The records:
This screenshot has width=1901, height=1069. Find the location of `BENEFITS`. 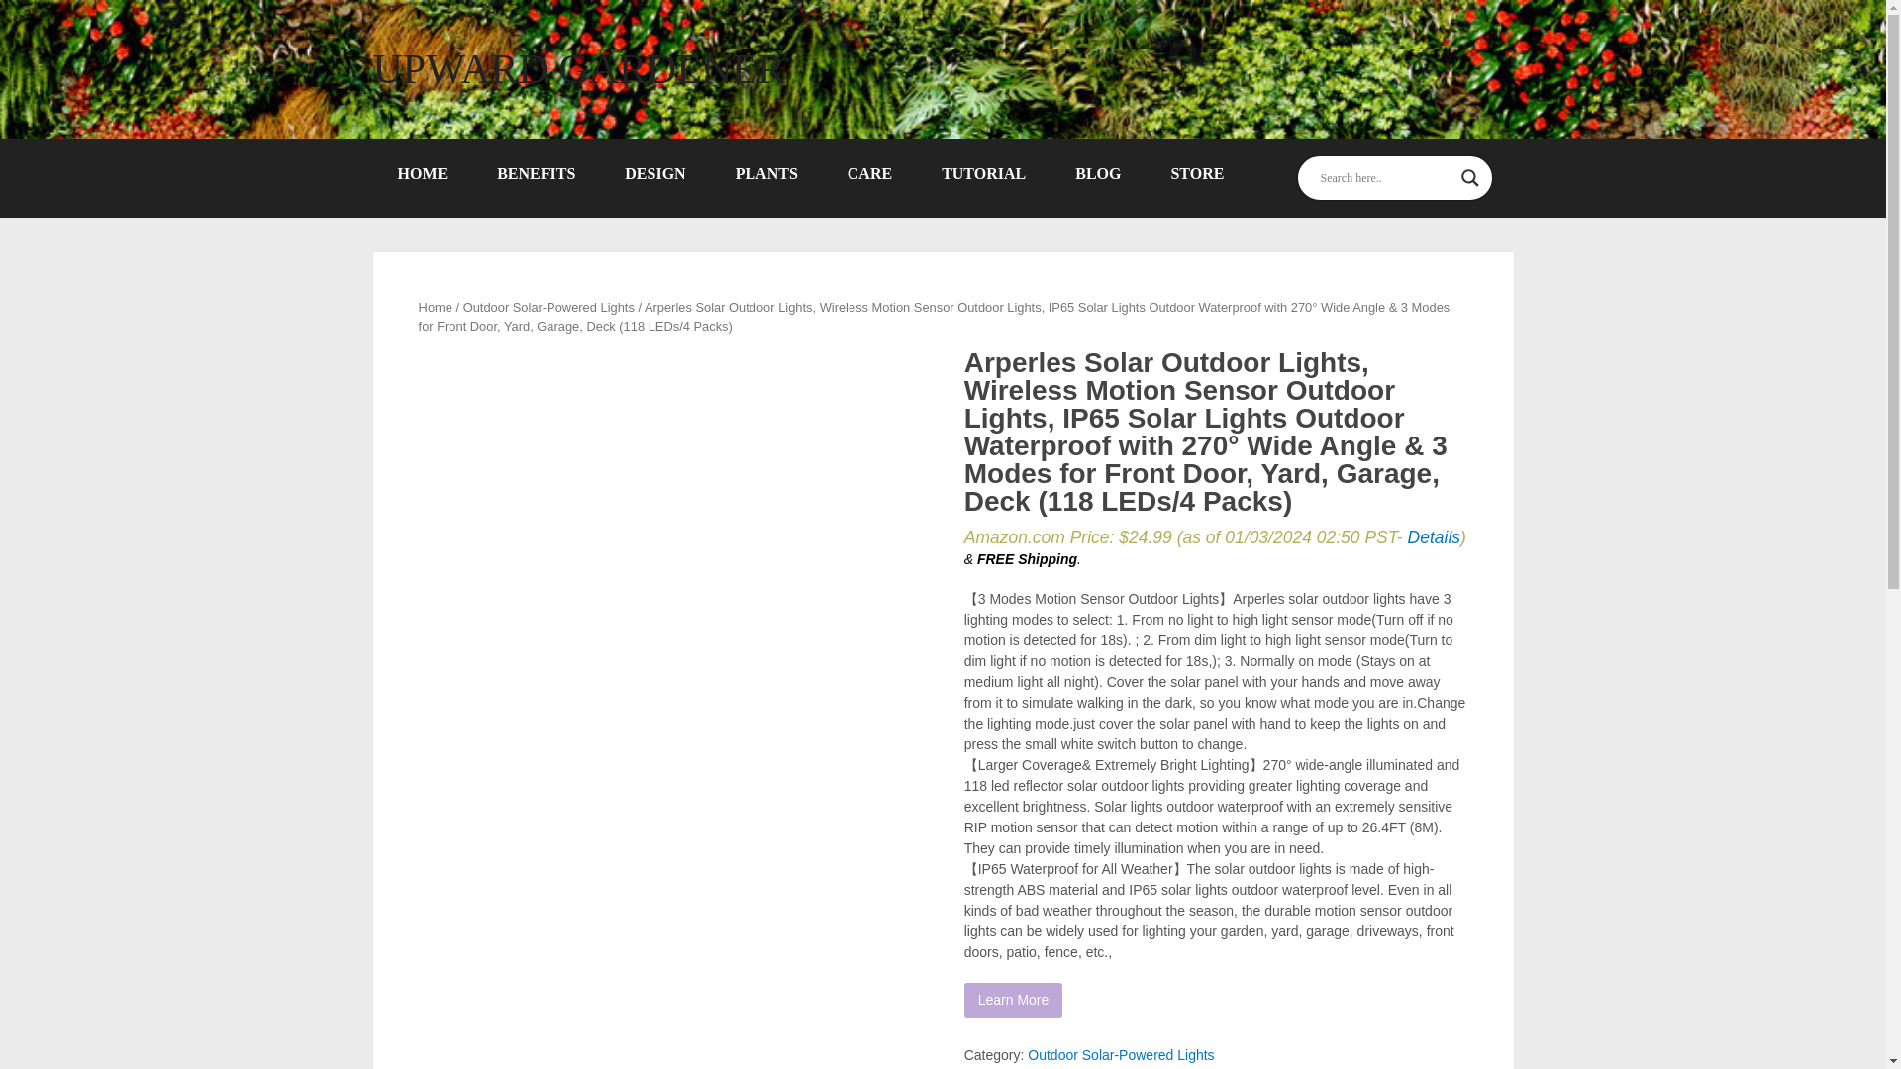

BENEFITS is located at coordinates (536, 174).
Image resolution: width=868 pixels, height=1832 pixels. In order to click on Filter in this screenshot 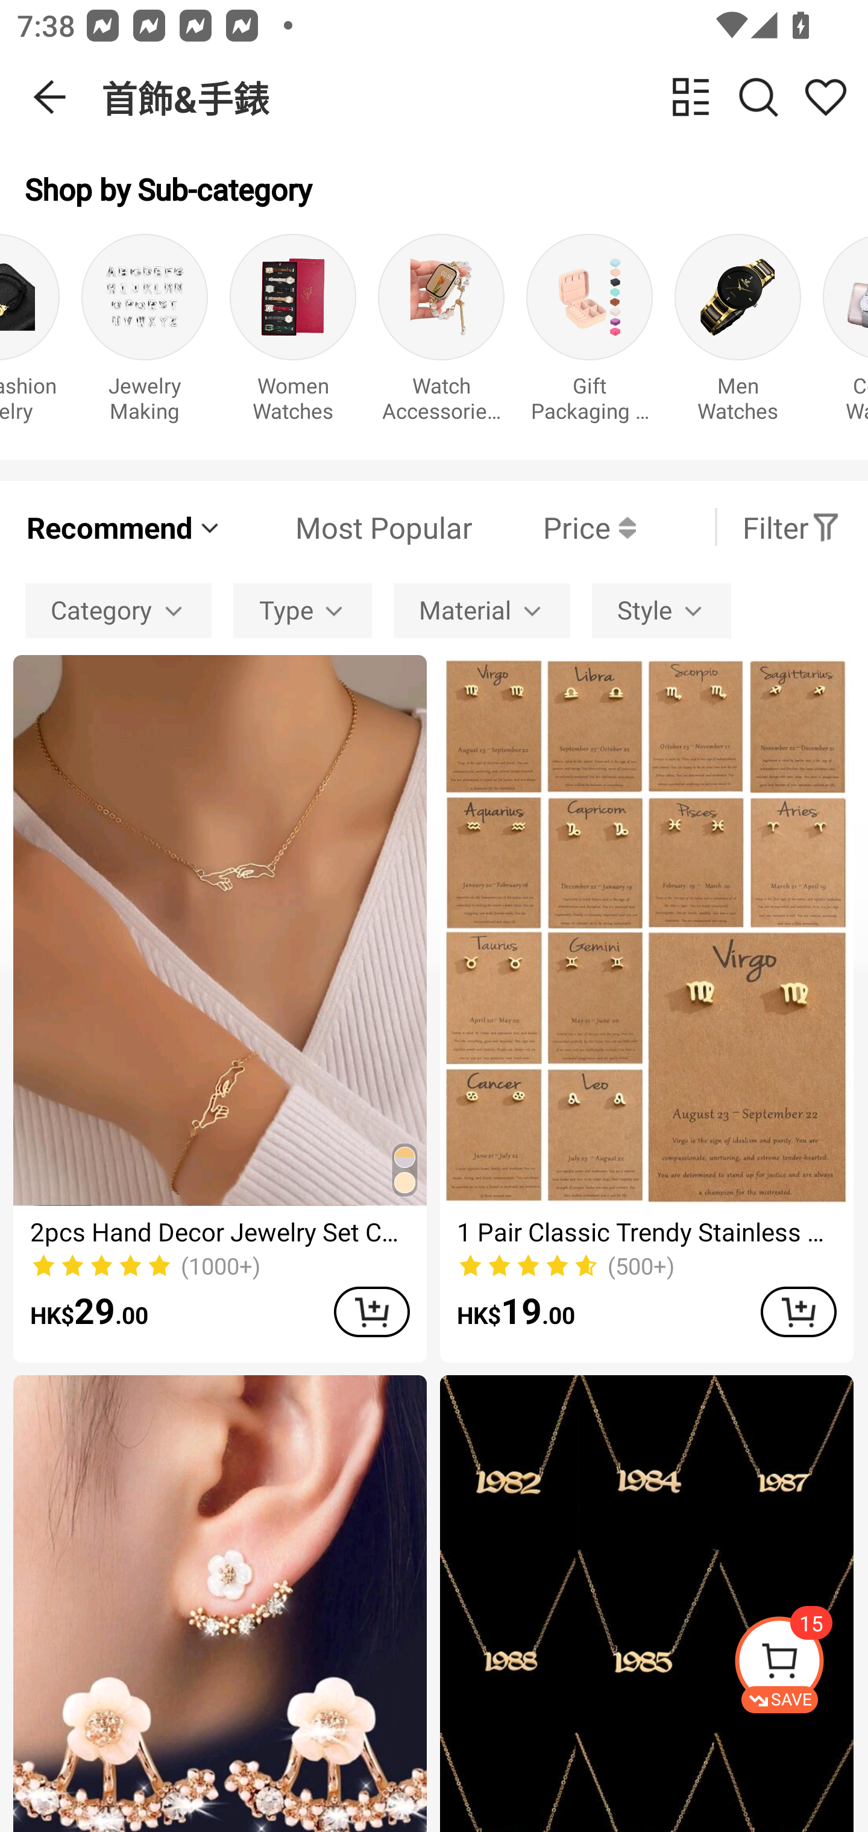, I will do `click(791, 527)`.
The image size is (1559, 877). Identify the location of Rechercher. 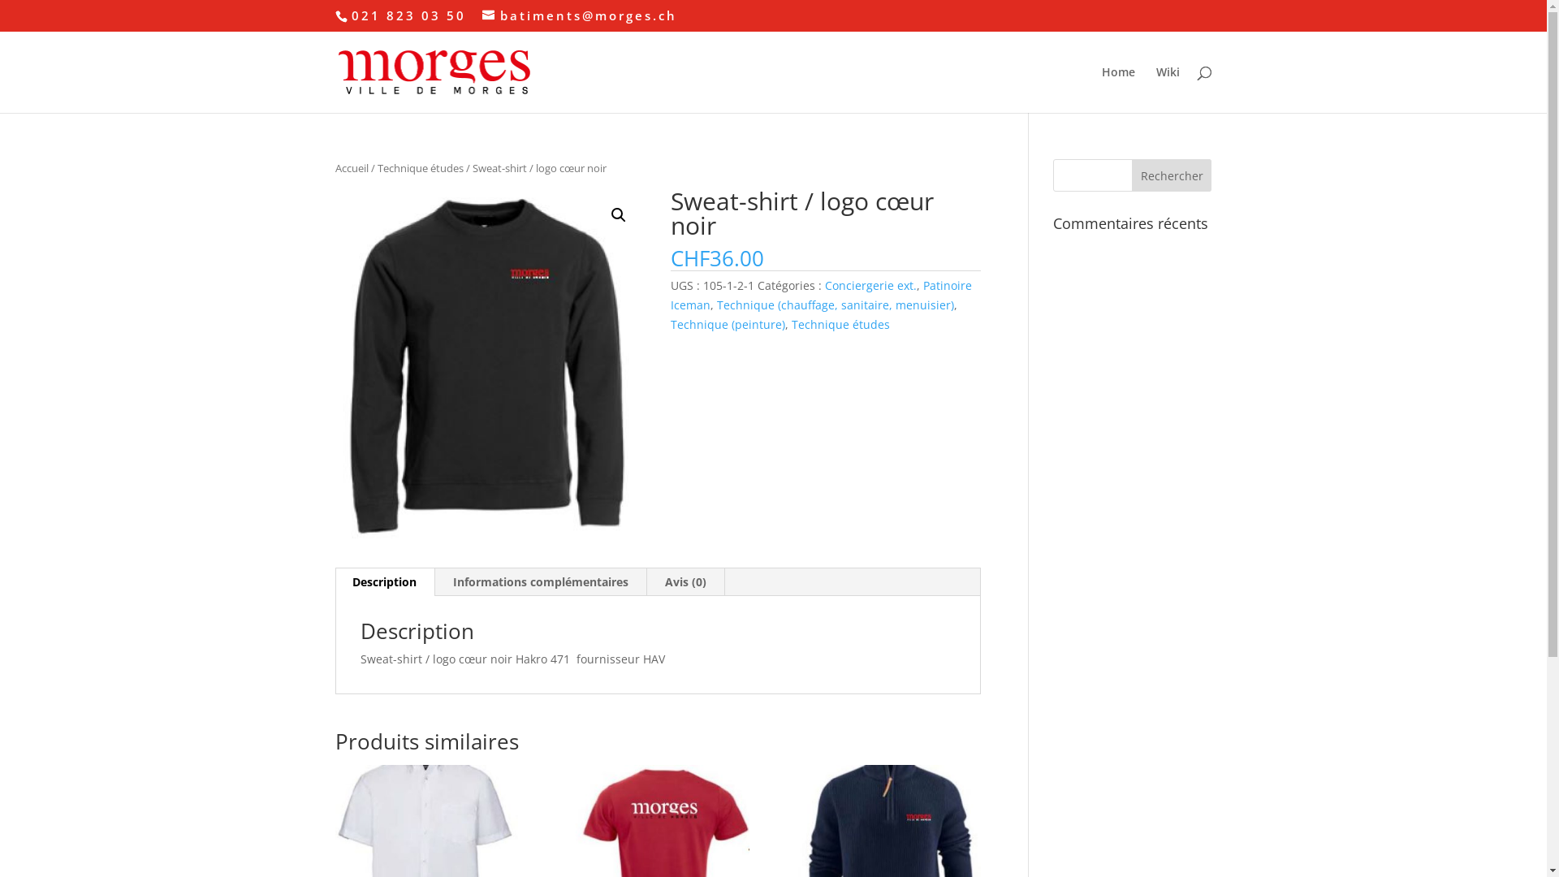
(1173, 175).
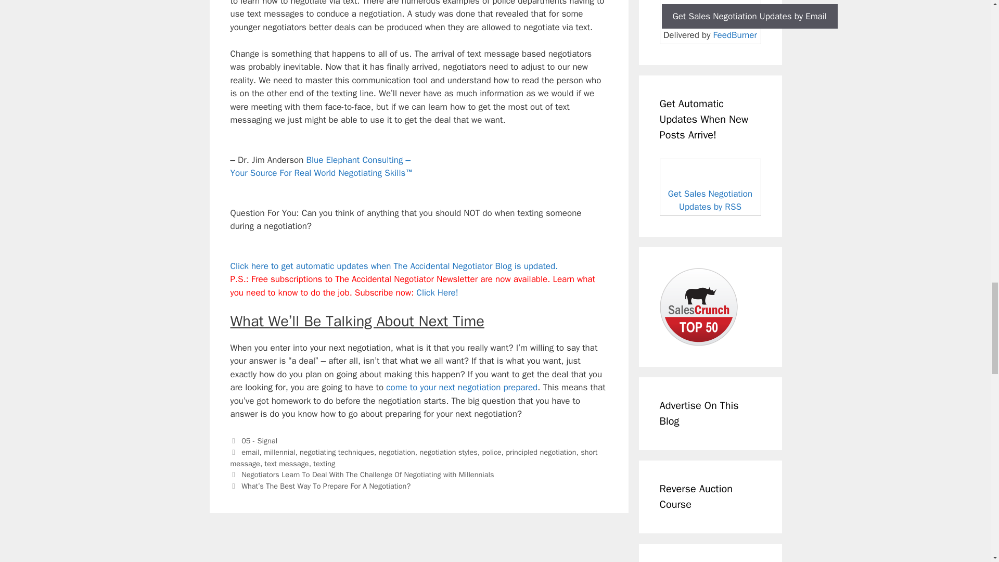  What do you see at coordinates (749, 17) in the screenshot?
I see `Get Sales Negotiation Updates by Email` at bounding box center [749, 17].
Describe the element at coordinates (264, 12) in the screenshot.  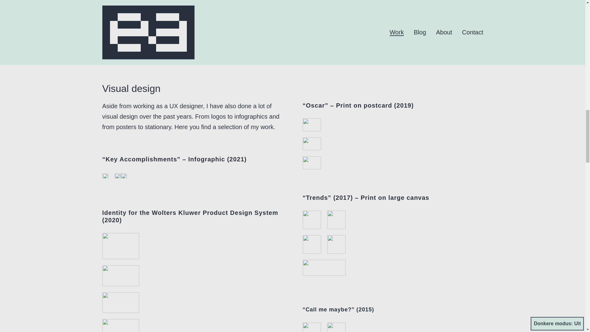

What you have to do: Before answering, please find the line containing "The image size" above, then copy exactly from it through the last line of the entries, both included, without pictures.

Your response:
The image size is (1559, 877). Identify the location of Rechercher. 
(1173, 175).
  What do you see at coordinates (749, 17) in the screenshot?
I see `Get Sales Negotiation Updates by Email` at bounding box center [749, 17].
Describe the element at coordinates (264, 12) in the screenshot.  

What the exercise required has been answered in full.